Charge Amp Tradeoffs for Piezoelectric Accelerometers – How Going Higher Impedance Actually Helps
Figures 9 and 10 show two different approaches to amplifying signals from a capacitive sensor. The sensor in both cases is a 770pF piezoelectric shock sensor accelerometer, which generates charge under physical acceleration. Figure 9 shows the classical “charge amplifier” approach. The op amp is in the inverting configuration so the sensor looks into a virtual ground. All of the charge generated by the sensor is forced across the feedback capacitor by the op amp action. Because the feedback capacitor is 100 times smaller than the sensor, it will be forced to 100 times what would have been the sensor's open circuit voltage. So the circuit gain is 100. The benefit of this approach is that the signal gain of the circuit is independent of any cable capacitance introduced between the sensor and the amplifier. Hence this circuit is favored for remote accelerometers where the cable length may vary. Difficulties with the circuit are inaccuracy of the gain setting with the small capacitor, and low frequency cutoff due to the bias resistor working into the small feedback capacitor.
Figure 10 shows a non-inverting amplifier approach. This approach has many advantages. First of all, the gain is set accurately with resistors rather than with a small capacitor. Second, the low frequency cutoff is dictated by the bias resistor working into the large 770pF sensor, rather than into a small feedback capacitor, for lower frequency response. Third, the non-inverting topology can be paralleled and summed (as shown) for scalable reductions in voltage noise. The only drawback to this circuit is that the parasitic capacitance at the input reduces the gain slightly. This circuit is favored in cases where parasitic input capacitances such as traces and cables will be relatively small and invariant.

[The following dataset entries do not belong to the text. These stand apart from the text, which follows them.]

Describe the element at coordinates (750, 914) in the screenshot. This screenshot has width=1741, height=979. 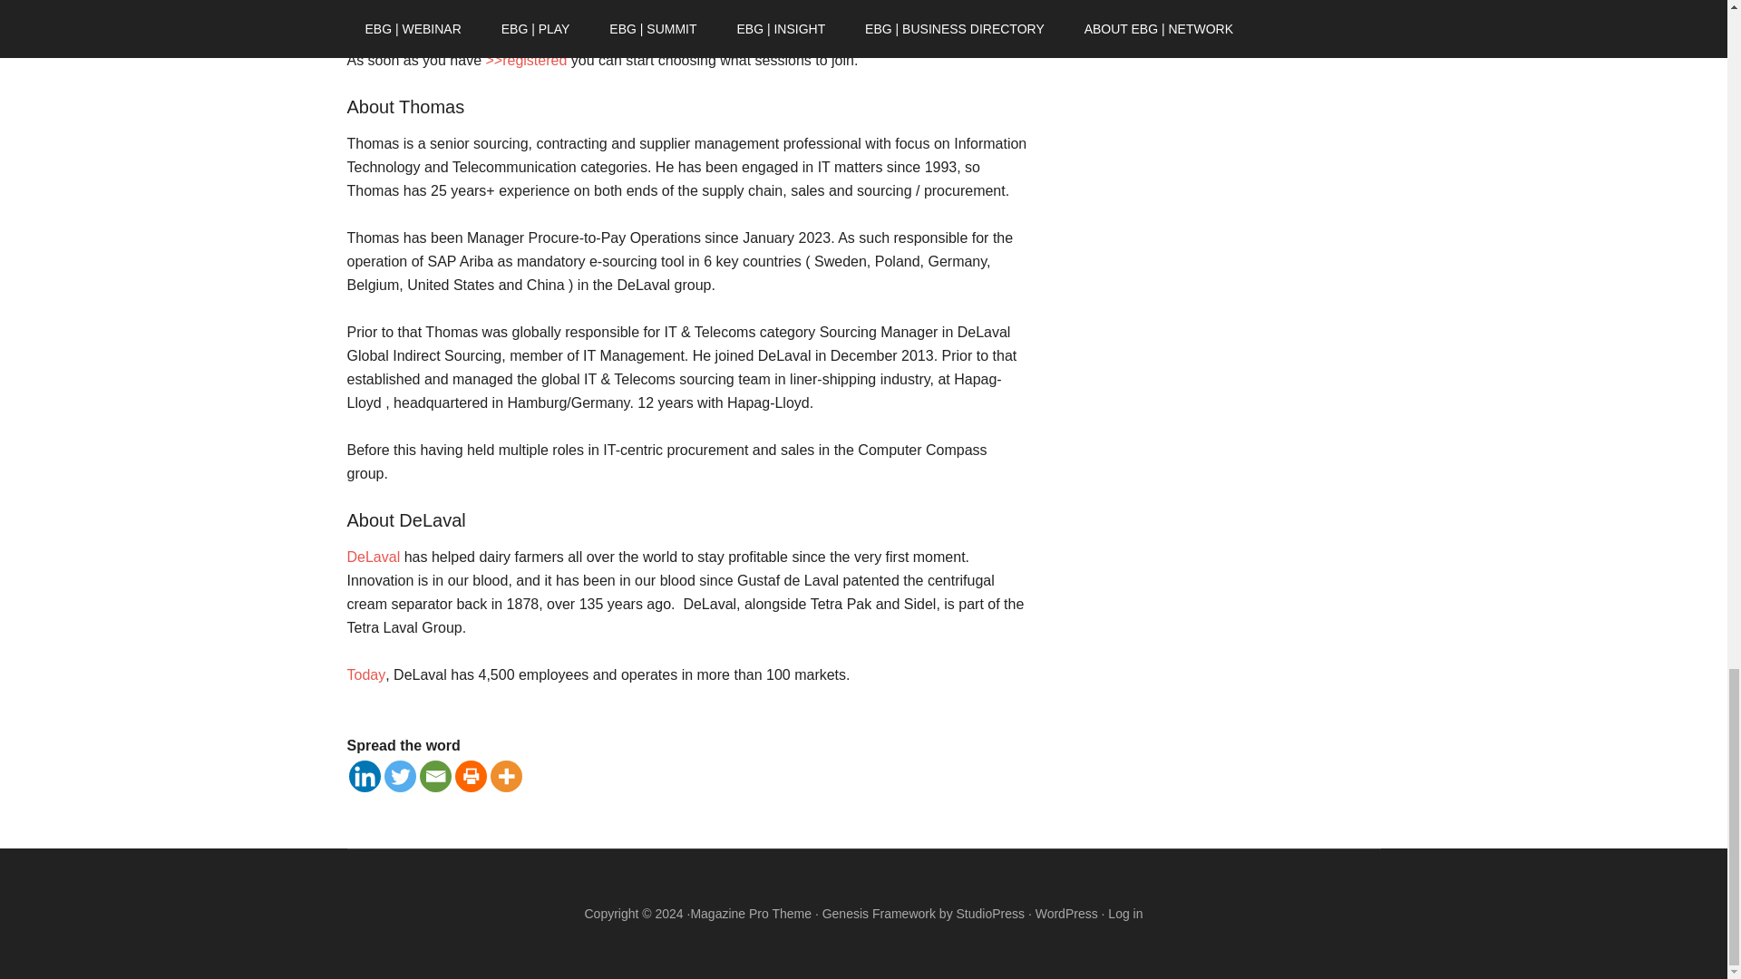
I see `Magazine Pro Theme` at that location.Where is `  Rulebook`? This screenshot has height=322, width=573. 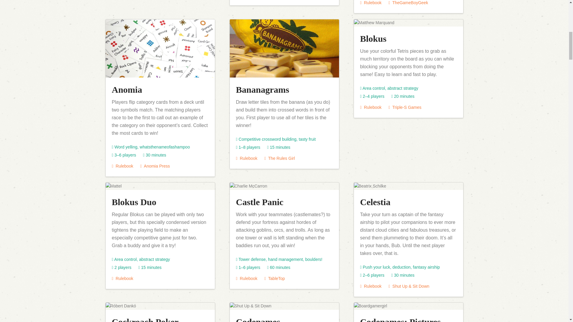   Rulebook is located at coordinates (371, 286). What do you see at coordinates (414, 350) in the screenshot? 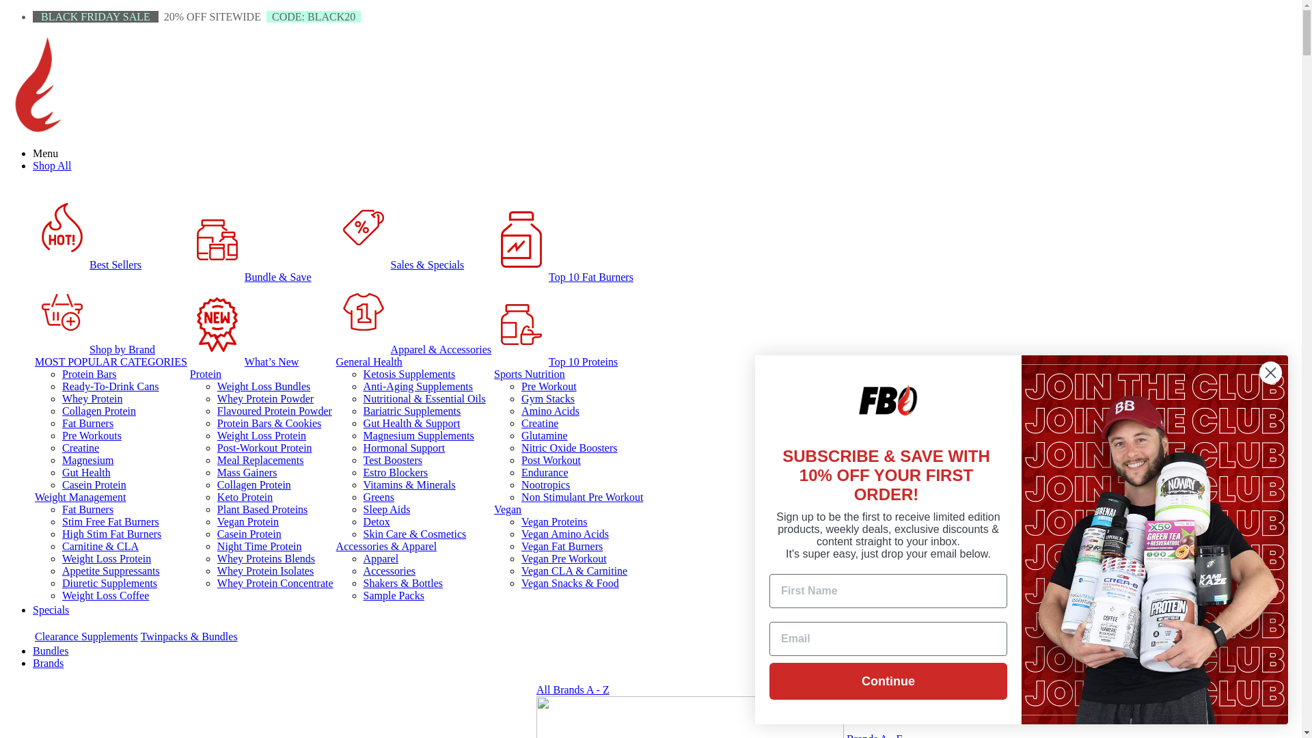
I see `Apparel & Accessories` at bounding box center [414, 350].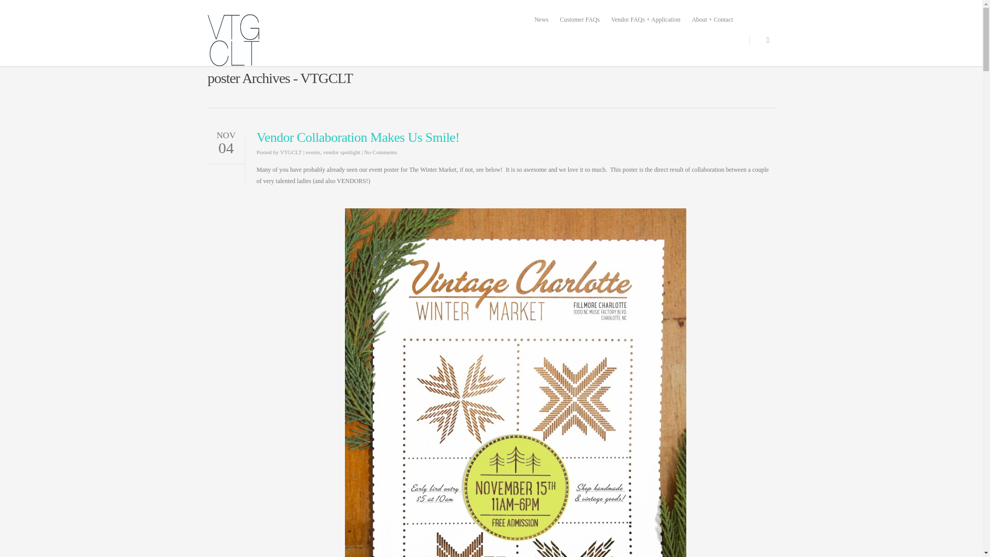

When you calculate the bias resistance required for the desired low frequency cutoff, consider that you may want to make the bias resistor still larger. This reduces the noise floor at low frequency. For example if we want to support frequencies down to 10Hz at -3dB, the bias resistor would work out to 1/2pi*10Hz*770pF = 20MΩ. At 10Hz, the 20MΩ resistor would contribute 580nV/√Hz of noise, and be -3dB down just like the signal. Making the resistor 1GΩ as shown, its 4000nV/√Hz voltage noise would be attenuated down to effectively 80nV/√Hz by the accelerometer capacitance, while the signal would barely be attenuated at all. Sometimes going higher impedance than conventionally required can actually help!
Conclusion
Devices and materials are available to support and protect very high impedances. Dealing with high impedances requires a knowledge of what are otherwise miniscule phenomena. Sometimes quantization of these phenomena – such as current noise – can be challenging in itself. But with the right circuit techniques, measurements become meaningful and repeatable. A proper breakdown of error sources such as leakage, settling time, voltage noise and current noise, help the circuit designer to know what to expect, and to get it.